After describing, in chapter 3, how we measure the CMB and reduce the anisotropy maps to a usable form, we turned to the interpretation of the data in chapter 4. Going back to the beginning of the book, perhaps the most amazing thing about the universe is that we can understand it at its grandest scales to percent-level precision. In a nutshell, a hot, dense universe expanded from a fiery beginning that we call the Big Bang. Quantum fluctuations intrinsic to the fabric of the primordial spacetime, and expanded by the rapid early expansion, grew into fluctuations in the strength of gravity throughout space. The CMB gives us a two-dimensional snapshot of these fluctuations some 400,000 years after the Big Bang. As the universe evolved, the dark matter and atoms responded to the variations in gravity to eventually form all the structure in the universe. The cosmological constant, initially inconsequential, now drives an accelerated expansion and will increasingly dominate the universe.
It is remarkable that humankind has arrived at the standard model of cosmology. We cosmologists feel fortunate to have been alive in the decades when the explosion of knowledge about the universe took place. Most of us in the field recall a time when we did not know the geometry of the universe, its contents, or its age. As the data have become more and more precise, whole classes of cosmological models have been shown to be wrong. As we have emphasized, it is precise measurements that are the foundation of the standard model. The dramatic advance in cosmology has occurred through the ability to compare models to measurements. It turns out that the early universe is simple and that the physics that describes it is straightforward. It did not have to be this way, but Nature was kind in letting us learn so much.

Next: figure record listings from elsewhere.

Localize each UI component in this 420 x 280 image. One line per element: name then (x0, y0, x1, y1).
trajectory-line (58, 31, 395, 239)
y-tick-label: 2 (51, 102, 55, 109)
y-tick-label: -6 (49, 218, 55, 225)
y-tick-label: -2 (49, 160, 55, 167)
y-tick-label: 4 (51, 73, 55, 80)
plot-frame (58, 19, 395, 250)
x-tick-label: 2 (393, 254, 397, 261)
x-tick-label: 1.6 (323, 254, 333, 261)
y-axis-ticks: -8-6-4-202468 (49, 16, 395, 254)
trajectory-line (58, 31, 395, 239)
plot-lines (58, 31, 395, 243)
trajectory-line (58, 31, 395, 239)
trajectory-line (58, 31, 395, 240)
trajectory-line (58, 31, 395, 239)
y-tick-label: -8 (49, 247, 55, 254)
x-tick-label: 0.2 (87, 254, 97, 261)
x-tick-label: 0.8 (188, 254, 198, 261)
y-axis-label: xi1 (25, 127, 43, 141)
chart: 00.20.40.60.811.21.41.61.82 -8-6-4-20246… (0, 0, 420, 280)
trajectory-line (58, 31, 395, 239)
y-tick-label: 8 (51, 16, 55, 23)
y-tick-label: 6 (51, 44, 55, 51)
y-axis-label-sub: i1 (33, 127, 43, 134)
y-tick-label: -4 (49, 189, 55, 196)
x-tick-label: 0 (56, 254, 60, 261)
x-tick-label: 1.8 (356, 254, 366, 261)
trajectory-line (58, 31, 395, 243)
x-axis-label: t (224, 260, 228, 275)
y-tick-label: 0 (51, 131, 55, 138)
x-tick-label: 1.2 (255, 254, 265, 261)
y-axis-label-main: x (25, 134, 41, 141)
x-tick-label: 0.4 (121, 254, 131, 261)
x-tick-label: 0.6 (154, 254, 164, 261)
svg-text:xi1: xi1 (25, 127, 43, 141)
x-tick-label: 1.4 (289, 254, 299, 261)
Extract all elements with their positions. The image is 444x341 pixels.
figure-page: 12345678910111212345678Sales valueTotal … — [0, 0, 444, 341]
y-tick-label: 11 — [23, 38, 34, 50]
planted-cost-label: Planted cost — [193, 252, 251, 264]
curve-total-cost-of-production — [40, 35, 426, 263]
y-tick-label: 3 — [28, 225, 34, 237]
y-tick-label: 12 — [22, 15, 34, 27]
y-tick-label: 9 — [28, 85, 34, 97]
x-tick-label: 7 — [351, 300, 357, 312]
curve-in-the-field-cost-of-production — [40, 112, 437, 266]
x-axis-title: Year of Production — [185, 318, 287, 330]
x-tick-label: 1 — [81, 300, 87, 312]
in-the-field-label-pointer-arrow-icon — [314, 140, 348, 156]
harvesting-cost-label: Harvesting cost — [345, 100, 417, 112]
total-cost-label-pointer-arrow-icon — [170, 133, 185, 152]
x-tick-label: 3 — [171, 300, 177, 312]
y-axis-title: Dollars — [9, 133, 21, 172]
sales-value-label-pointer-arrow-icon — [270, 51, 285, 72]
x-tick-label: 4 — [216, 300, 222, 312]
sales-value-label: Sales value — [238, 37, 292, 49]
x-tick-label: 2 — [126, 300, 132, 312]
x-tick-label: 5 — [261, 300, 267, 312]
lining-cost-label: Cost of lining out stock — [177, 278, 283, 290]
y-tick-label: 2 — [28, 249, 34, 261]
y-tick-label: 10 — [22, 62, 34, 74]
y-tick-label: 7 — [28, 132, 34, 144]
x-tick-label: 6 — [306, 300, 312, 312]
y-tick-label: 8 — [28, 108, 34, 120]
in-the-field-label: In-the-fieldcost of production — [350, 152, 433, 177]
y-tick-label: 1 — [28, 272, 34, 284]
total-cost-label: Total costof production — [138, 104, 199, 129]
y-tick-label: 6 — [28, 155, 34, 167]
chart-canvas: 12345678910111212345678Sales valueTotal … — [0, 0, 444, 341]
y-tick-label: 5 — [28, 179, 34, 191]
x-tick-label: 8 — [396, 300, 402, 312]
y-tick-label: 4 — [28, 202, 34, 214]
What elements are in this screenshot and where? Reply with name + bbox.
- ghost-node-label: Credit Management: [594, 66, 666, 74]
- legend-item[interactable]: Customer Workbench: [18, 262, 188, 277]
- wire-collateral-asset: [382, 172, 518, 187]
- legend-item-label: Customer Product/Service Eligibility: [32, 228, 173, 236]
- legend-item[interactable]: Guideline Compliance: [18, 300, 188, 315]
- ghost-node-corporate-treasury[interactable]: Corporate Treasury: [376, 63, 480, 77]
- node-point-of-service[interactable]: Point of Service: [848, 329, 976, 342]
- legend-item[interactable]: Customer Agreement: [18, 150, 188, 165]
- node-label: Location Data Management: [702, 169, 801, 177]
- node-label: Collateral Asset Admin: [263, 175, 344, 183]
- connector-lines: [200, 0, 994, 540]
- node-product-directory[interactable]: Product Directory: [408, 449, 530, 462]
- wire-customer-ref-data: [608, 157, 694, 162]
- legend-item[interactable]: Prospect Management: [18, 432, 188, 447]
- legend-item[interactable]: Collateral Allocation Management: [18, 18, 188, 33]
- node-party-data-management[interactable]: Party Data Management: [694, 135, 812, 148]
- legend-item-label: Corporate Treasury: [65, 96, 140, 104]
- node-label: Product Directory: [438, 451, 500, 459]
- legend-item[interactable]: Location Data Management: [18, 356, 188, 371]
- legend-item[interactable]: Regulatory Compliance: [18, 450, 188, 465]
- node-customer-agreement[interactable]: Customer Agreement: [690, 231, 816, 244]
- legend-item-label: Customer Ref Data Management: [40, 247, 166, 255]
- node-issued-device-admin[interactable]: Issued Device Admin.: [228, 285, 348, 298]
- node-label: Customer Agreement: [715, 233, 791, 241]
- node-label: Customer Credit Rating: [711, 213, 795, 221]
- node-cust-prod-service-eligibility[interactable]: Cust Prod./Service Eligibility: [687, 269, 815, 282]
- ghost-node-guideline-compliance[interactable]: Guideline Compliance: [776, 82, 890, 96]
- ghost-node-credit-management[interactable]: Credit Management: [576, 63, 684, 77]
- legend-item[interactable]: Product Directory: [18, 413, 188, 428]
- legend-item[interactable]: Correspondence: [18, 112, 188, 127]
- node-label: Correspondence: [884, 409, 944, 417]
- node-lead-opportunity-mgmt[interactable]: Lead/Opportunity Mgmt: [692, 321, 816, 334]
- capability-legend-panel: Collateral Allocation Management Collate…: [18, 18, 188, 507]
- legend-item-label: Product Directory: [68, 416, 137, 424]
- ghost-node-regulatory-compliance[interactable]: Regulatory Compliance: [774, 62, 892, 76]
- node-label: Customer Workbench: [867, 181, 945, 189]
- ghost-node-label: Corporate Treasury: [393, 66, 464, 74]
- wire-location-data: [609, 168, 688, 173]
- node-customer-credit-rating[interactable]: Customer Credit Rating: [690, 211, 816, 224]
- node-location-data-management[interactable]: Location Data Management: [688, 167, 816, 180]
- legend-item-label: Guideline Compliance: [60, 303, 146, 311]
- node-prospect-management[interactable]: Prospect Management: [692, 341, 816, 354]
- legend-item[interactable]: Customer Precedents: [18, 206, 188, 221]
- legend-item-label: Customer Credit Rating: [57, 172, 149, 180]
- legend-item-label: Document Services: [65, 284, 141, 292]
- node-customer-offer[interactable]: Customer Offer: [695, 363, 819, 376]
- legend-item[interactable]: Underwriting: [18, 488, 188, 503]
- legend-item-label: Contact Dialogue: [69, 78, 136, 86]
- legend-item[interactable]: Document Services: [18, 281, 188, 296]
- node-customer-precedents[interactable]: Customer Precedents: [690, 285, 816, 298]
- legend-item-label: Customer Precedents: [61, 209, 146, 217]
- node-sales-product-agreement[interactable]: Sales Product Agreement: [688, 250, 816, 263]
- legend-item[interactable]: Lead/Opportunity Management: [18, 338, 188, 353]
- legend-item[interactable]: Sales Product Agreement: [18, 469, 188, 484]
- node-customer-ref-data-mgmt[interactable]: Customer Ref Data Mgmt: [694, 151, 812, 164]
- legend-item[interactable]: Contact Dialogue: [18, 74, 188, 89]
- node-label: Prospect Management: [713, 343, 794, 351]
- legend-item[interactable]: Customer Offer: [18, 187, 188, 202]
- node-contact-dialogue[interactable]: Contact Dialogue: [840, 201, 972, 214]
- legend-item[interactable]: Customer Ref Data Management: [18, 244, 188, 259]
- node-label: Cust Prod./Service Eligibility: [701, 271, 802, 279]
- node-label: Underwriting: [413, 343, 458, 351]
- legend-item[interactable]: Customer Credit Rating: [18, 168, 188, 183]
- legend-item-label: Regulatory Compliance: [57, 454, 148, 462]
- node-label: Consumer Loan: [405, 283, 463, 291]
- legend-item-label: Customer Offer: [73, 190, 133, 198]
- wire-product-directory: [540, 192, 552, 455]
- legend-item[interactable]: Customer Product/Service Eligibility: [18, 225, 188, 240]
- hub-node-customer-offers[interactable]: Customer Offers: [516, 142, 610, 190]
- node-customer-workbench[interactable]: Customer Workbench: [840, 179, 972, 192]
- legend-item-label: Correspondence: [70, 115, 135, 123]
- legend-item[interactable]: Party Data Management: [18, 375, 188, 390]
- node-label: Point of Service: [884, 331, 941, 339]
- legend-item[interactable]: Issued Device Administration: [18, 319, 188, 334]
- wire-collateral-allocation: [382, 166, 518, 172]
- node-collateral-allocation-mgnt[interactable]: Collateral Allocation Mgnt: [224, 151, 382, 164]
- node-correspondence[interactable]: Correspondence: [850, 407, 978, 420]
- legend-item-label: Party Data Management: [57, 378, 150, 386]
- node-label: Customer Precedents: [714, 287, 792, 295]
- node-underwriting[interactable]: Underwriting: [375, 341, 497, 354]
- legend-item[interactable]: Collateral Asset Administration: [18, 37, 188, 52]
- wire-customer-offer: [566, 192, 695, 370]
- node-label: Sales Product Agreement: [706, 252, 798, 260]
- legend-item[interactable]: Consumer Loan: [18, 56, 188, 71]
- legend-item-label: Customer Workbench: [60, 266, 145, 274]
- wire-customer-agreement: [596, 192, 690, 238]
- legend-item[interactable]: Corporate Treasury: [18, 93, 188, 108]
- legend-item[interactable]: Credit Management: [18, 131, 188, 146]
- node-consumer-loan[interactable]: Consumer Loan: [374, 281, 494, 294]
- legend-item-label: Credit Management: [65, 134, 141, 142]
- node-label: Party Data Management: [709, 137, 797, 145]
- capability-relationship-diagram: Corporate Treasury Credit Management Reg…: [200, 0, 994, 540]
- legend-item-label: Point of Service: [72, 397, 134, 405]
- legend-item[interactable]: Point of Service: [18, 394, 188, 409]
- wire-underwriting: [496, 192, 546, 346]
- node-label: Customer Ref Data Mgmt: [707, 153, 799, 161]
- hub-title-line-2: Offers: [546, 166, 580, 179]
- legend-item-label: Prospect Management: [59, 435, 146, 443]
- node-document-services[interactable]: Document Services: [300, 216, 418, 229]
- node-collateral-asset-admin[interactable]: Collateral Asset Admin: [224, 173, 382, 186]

We now have a powerful and predictive model, but even within that context there are still many open questions. Some we can address with better measurements or deeper theories: What is the dark matter? Why is it that our universe is predominantly matter as opposed to a combination of matter and anti-matter? What is the physics of the very earliest times? What is the cosmological constant telling us about the vacuum? As far as we know there is no particular “need” for it. Although we talk about “expanding space,” we do not really know what space is. The clues may well be all around us but we haven’t thought of them in the right way. There are questions we may never be able to answer conclusively: Are there multiple universes? Are we in just one of an endless series of cycles?
The cosmos has captured the imagination of humans since time immemorial. Although the recent advances are dramatic, the quest for ever deeper knowledge on both theoretical and experimental fronts continues. For those observing the cosmos, nothing is more exciting than finding something new, or learning that one of the elements of the standard model needs to be considered in a new light. There is a huge amount left to be learned from the CMB, and we will likely be measuring it for years to come.
1 Primordial gravitational waves produce E-modes and B-modes equally, but the E-modes are not as readily distinguished from the rest of the CMB as the B-modes.